(CNN) -- A Florida jury on Friday convicted a woman of hiring a hit man to kill her new husband, rejecting the defense's contention that she and her spouse concocted the murder-for-hire plot in order to get on reality TV.
The six-person jury -- one of them the wife of a current local police chief -- handed down its guilty verdict at the Palm Beach County courthouse after less than three hours of deliberation. Dalia Dippolito showed no visible reaction when it was read.
With the conviction on solicitation to commit first-degree murder, she could face up to 30 years in prison. The sentence is expected to be handed down in about 30 days.
Over the eight-day trial, Palm Beach County prosecutors contended that the 28-year-old woman told her lover -- Mohammed Shihahdeh, who tipped off police -- that she wanted to hire someone to kill her husband of six months. They showed a secretly recorded video in which Dippolito sorts out logistics, payment plans and other details with her would-be hit man, who was actually an undercover officer with the Boynton Beach Police Department.
Prosecutors contended that Dippolito wanted her husband dead so she could have his considerable wealth for herself, including their townhouse valued at more than $200,000.
The defense countered that the plot was not real but rather an orchestrated attempt by her and her husband to break into the world of reality television. The reality show "Cops" was following Boynton Beach police at the time.
The husband, Michael Dippolito, denied on the stand that he knew about or in any way acted on such a plan. He also fought back after his wife's lawyers spent parts of three days questioning his credibility. The husband -- who had spent two years in prison and was put on probation for 28 years after pleading guilty to fraud charges in 2003, according to the Florida Department of Corrections -- admitted he may have understated his wealth to his probation officers, but said he was the victim in the plot.
Defense attorney Michael Salnick contended during the trial that Dalia Dippolito's sense of reality was "blurred" and that she was motivated mostly by a desire to get on television.
"Reality TV often glorifies bad behavior, appealing to the gullibility of people," Salnick said last week. "The contract killing of Michael Dippolito was never real. It was a stunt, a hoax, a plan that Michael Dippolito -- whether he admits it or not -- (hoped) to capture (the attention) of someone on reality TV."
In the undercover video, recorded August 3, 2009, in a CVS parking lot, Dalia Dippolito appears to show no hesitation in wanting her husband killed, once payment arrangements and other issues are hashed out.
"There's no changing. I'm determined already," she says on the video, which was played during the trial and had been released by Boynton Beach police in November 2009. "I'm positive -- 5,000% sure."

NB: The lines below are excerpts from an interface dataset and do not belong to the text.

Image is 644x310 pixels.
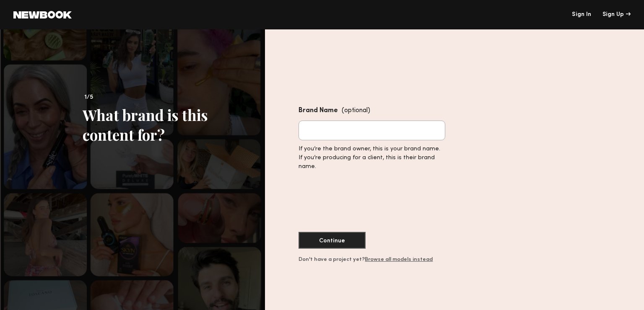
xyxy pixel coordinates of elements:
div: What brand is this content for? [82,105,240,144]
div: 1/5 [82,93,240,102]
a: Sign Up [602,12,631,17]
div: Don't have a project yet? [299,257,446,262]
input: Brand Name(optional) [299,120,446,140]
a: Browse all models instead [365,257,433,262]
button: Continue [299,232,366,248]
a: Sign In [572,12,591,17]
div: If you’re producing for a client, this is their brand name. [299,153,446,171]
div: Brand Name [299,105,446,116]
div: If you’re the brand owner, this is your brand name. [299,144,446,153]
div: (optional) [342,105,370,116]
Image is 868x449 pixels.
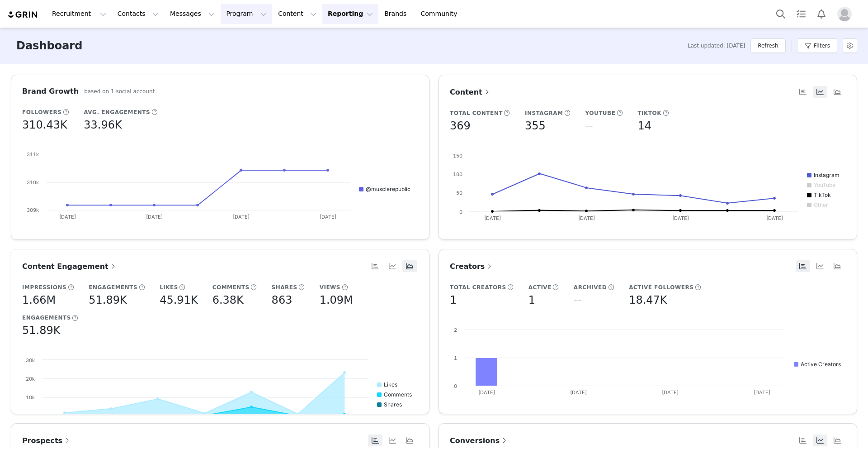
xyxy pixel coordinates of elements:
[22,292,56,308] h5: 1.66M
[22,117,68,133] h5: 310.43K
[525,109,563,117] h5: Instagram
[453,153,463,159] text: 150
[450,109,503,117] h5: Total Content
[416,4,467,24] a: Community
[221,4,273,24] button: Program
[272,292,292,308] h5: 863
[59,214,76,220] text: [DATE]
[320,292,353,308] h5: 1.09M
[578,215,595,222] text: [DATE]
[450,86,492,98] a: Content
[84,117,122,133] h5: 33.96K
[233,214,250,220] text: [DATE]
[89,283,137,292] h5: Engagements
[638,118,652,134] h5: 14
[811,4,832,24] button: Notifications
[450,283,507,292] h5: Total Creators
[797,39,837,53] button: Filters
[213,292,244,308] h5: 6.38K
[574,283,607,292] h5: Archived
[672,215,689,222] text: [DATE]
[320,214,336,220] text: [DATE]
[384,381,397,388] text: Likes
[767,215,783,222] text: [DATE]
[574,292,581,308] h5: --
[165,4,220,24] button: Messages
[22,262,118,271] span: Content Engagement
[273,4,322,24] button: Content
[322,4,379,24] button: Reporting
[46,4,112,24] button: Recruitment
[22,322,60,339] h5: 51.89K
[450,435,509,447] a: Conversions
[22,109,61,116] h5: Followers
[754,389,771,396] text: [DATE]
[771,4,791,24] button: Search
[320,283,341,292] h5: Views
[159,283,178,292] h5: Likes
[751,39,786,53] button: Refresh
[629,283,694,292] h5: Active Followers
[585,118,593,134] h5: --
[22,436,71,445] span: Prospects
[272,283,298,292] h5: Shares
[366,186,411,193] text: @musclerepublic
[832,7,861,21] button: Profile
[22,435,71,447] a: Prospects
[791,4,811,24] a: Tasks
[22,261,118,272] a: Content Engagement
[146,214,163,220] text: [DATE]
[450,88,492,97] span: Content
[454,383,457,389] text: 0
[7,10,39,19] img: grin logo
[27,151,39,157] text: 311k
[814,171,840,178] text: Instagram
[16,38,82,54] h3: Dashboard
[570,389,587,396] text: [DATE]
[22,314,71,322] h5: Engagements
[84,87,155,95] h5: based on 1 social account
[478,389,495,396] text: [DATE]
[384,391,412,398] text: Comments
[454,327,457,333] text: 2
[453,171,463,178] text: 100
[801,361,841,367] text: Active Creators
[112,4,164,24] button: Contacts
[662,389,679,396] text: [DATE]
[688,42,745,50] span: Last updated: [DATE]
[31,414,35,420] text: 0
[26,394,35,401] text: 10k
[26,376,35,382] text: 20k
[814,201,829,208] text: Other
[629,292,667,308] h5: 18.47K
[22,86,79,97] h3: Brand Growth
[814,192,831,198] text: TikTok
[529,283,551,292] h5: Active
[450,292,456,308] h5: 1
[26,357,35,363] text: 30k
[460,208,463,215] text: 0
[450,436,509,445] span: Conversions
[84,109,150,116] h5: Avg. Engagements
[450,261,494,272] a: Creators
[159,292,198,308] h5: 45.91K
[379,4,415,24] a: Brands
[27,179,39,186] text: 310k
[814,182,836,188] text: YouTube
[89,292,126,308] h5: 51.89K
[454,355,457,361] text: 1
[485,215,501,222] text: [DATE]
[585,109,616,117] h5: YouTube
[450,118,471,134] h5: 369
[456,190,463,196] text: 50
[384,401,402,408] text: Shares
[638,109,661,117] h5: TikTok
[525,118,546,134] h5: 355
[22,283,67,292] h5: Impressions
[529,292,536,308] h5: 1
[450,262,494,271] span: Creators
[27,207,39,213] text: 309k
[213,283,250,292] h5: Comments
[837,7,852,21] img: placeholder-profile.jpg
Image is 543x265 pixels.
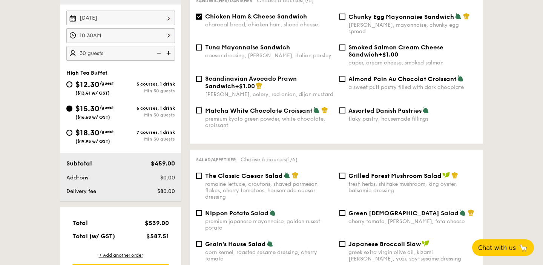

In the video, Dippolito said she'd pay some money up front and insisted she's "good for" the remainder, once the job was complete.
"That's the kind of person I am," she said.
Two days later, police set up a fake crime scene at the Dippolito's home, including staged roadblocks and crime scene tape. The jury saw another video that police took of Dalia Dippolito crying and wailing after she arrived home and was told her husband had been killed.
Authorities then took the woman to the police station, telling her they needed to interview her about possible suspects in her husband's murder. There, cameras were rolling once again as investigators told her the entire thing had been part of an undercover investigation -- even reintroducing her to the officer who had played the role of the hit man.
During their deliberations, the jury requested to review the video of Dippolito's meeting with the man posing as a hit man. They also asked to see surveillance video of Dippolito meeting with her lover, Shihahdeh, who by then was a confidential informant for police.
The defense tried to link the television show, "Cops," which has aired the past 21 years on Fox, with the murder-for-hire plot, accusing Boynton Beach authorities of playing for the cameras at the expense of their jobs as law enforcement officers.
But the investigators involved in the case testified that the show did not, in any way, affect their probe.